Two structural constraints come from Cloudflare's 25 MiB per-asset limit,
both handled the same way the sibling tsd-budget project handles them:
- The
.git/packfile would otherwise be served as an asset and exceeds 25 MiB..assetsignoreexcludes.git/, build artifacts, and editor/OS cruft from the deployed asset set — no dashboard settings needed. - Four source PDFs are larger than 25 MiB (
Budget_FY2025.pdf36.7 MB,Budget_FY2026.pdf36.3 MB,ACFR_2011_ocr.pdf30.0 MB,Budget_FY2017.pdf26.6 MB). They are.gitignored — kept out of the repo entirely — and live on Cloudflare R2 undermedia.karpowitsch.org/cot-it/…. Every other PDF (≤25 MiB) stays in the repo and deploys normally. SeeR2_MANIFEST.md.
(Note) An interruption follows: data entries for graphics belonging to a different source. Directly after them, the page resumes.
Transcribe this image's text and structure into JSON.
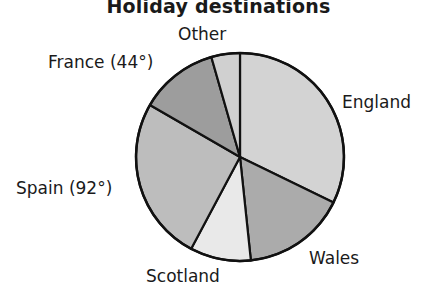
{
  "chart_data": {
    "type": "pie",
    "title": "Holiday destinations",
    "start_angle_deg": 0,
    "direction": "clockwise",
    "slices": [
      {
        "label": "England",
        "display": "England",
        "degrees": 116,
        "color": "#d3d3d3"
      },
      {
        "label": "Wales",
        "display": "Wales",
        "degrees": 58,
        "color": "#ababab"
      },
      {
        "label": "Scotland",
        "display": "Scotland",
        "degrees": 34,
        "color": "#e9e9e9"
      },
      {
        "label": "Spain",
        "display": "Spain (92°)",
        "degrees": 92,
        "color": "#bdbdbd"
      },
      {
        "label": "France",
        "display": "France (44°)",
        "degrees": 44,
        "color": "#9d9d9d"
      },
      {
        "label": "Other",
        "display": "Other",
        "degrees": 16,
        "color": "#d0d0d0"
      }
    ],
    "annotations": [
      "Spain (92°)",
      "France (44°)"
    ],
    "legend": "none (labels placed around pie)"
  },
  "labels": {
    "england": "England",
    "wales": "Wales",
    "scotland": "Scotland",
    "spain": "Spain (92°)",
    "france": "France (44°)",
    "other": "Other"
  }
}
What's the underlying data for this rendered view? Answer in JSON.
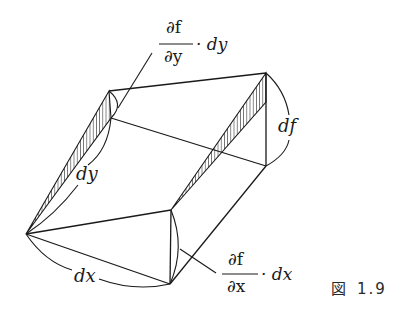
{
  "figure": {
    "caption_prefix": "図",
    "caption_number": "1.9"
  },
  "labels": {
    "dfdy_num": "∂f",
    "dfdy_den": "∂y",
    "dfdy_mult": "· dy",
    "dfdx_num": "∂f",
    "dfdx_den": "∂x",
    "dfdx_mult": "· dx",
    "dy": "dy",
    "dx": "dx",
    "df": "df"
  },
  "colors": {
    "line": "#1a1a1a",
    "background": "#ffffff"
  }
}
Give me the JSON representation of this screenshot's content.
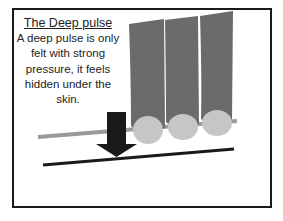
{
  "title": "The Deep pulse",
  "description": "A deep pulse is only felt with strong pressure, it feels hidden under the skin.",
  "diagram": {
    "elements": [
      "three-fingers",
      "finger-nails",
      "skin-surface-line",
      "deep-level-line",
      "down-arrow"
    ],
    "colors": {
      "finger": "#6b6b6b",
      "nail": "#c6c6c6",
      "skin_line": "#9a9a9a",
      "deep_line": "#1a1a1a",
      "arrow": "#1a1a1a",
      "border": "#1a1a1a"
    }
  }
}
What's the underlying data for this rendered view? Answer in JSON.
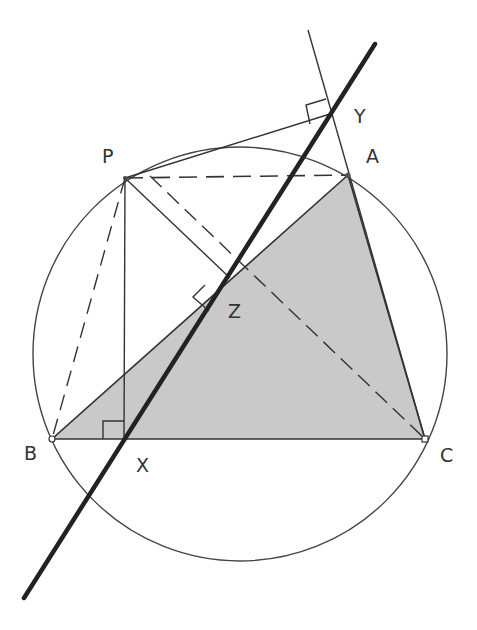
{
  "colors": {
    "line": "#333333",
    "fill": "#c8c8c8",
    "simson": "#222222"
  },
  "labels": {
    "P": "P",
    "A": "A",
    "B": "B",
    "C": "C",
    "X": "X",
    "Y": "Y",
    "Z": "Z"
  },
  "points": {
    "P": [
      125,
      178
    ],
    "A": [
      348,
      175
    ],
    "B": [
      52,
      439
    ],
    "C": [
      425,
      439
    ],
    "X": [
      124,
      439
    ],
    "Y": [
      330,
      114
    ],
    "Z": [
      230,
      278
    ]
  },
  "circle": {
    "cx": 240,
    "cy": 354,
    "r": 207
  }
}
Working with the externalized files:
python3 fetch_r2.py # restore them into a clone (public, no auth)
CLOUDFLARE_API_TOKEN=... python3 upload_r2.py # (re-)upload them to R2
bash build.sh # write a clean ./dist/ mirror to previewbuild.sh is for local preview only; the live deploy uses the GitHub
connection + .assetsignore path described above.
Parse the budget documents inDone — the IT division's Performance Indicators (assets, applications, maintenance & capital spend) are inbudget_pdf/for the IT division's line-item budget.it_assets.csv; see "What IT maintains" above. Still open: the line-item operating budget (personnel / contractual-services split) and named systems/projects from the budget narratives.- Add capital outlay from each ACFR's ISF cash-flow statement ("Purchases/construction of capital assets", IT column) for a total-IT- investment series alongside operating expense.
- Per-capita / % of total budget normalization — Troy's population and total governmental expenditures are both in the ACFR statistical sections.
- City of Troy ACFRs —
https://cms6.revize.com/revize/citytroymi/(recent years underDepartments/City Manager/Financial Services/Financial Documents/ACFR/; FY2005–FY2007 at the site root asYYYY CAFR.pdf). The CMS 403s non-browser requests — a normal browser User-Agent header is required. - City of Troy Adopted Budgets — same CMS; index page:
https://troymi.gov/departments/city_manager/financial_services/financial_documents.php(budget archive there runs back to 1978).
~/Downloads/cot-permits/— Troy permits scraper.~/Downloads/cot-celltower/— AT&T cell-tower-near-Boulan-Park inquiry.~/Downloads/tsd-budget/— Troy School District budget project (separate entity; itsscripts/has a BoardDocs API harvester).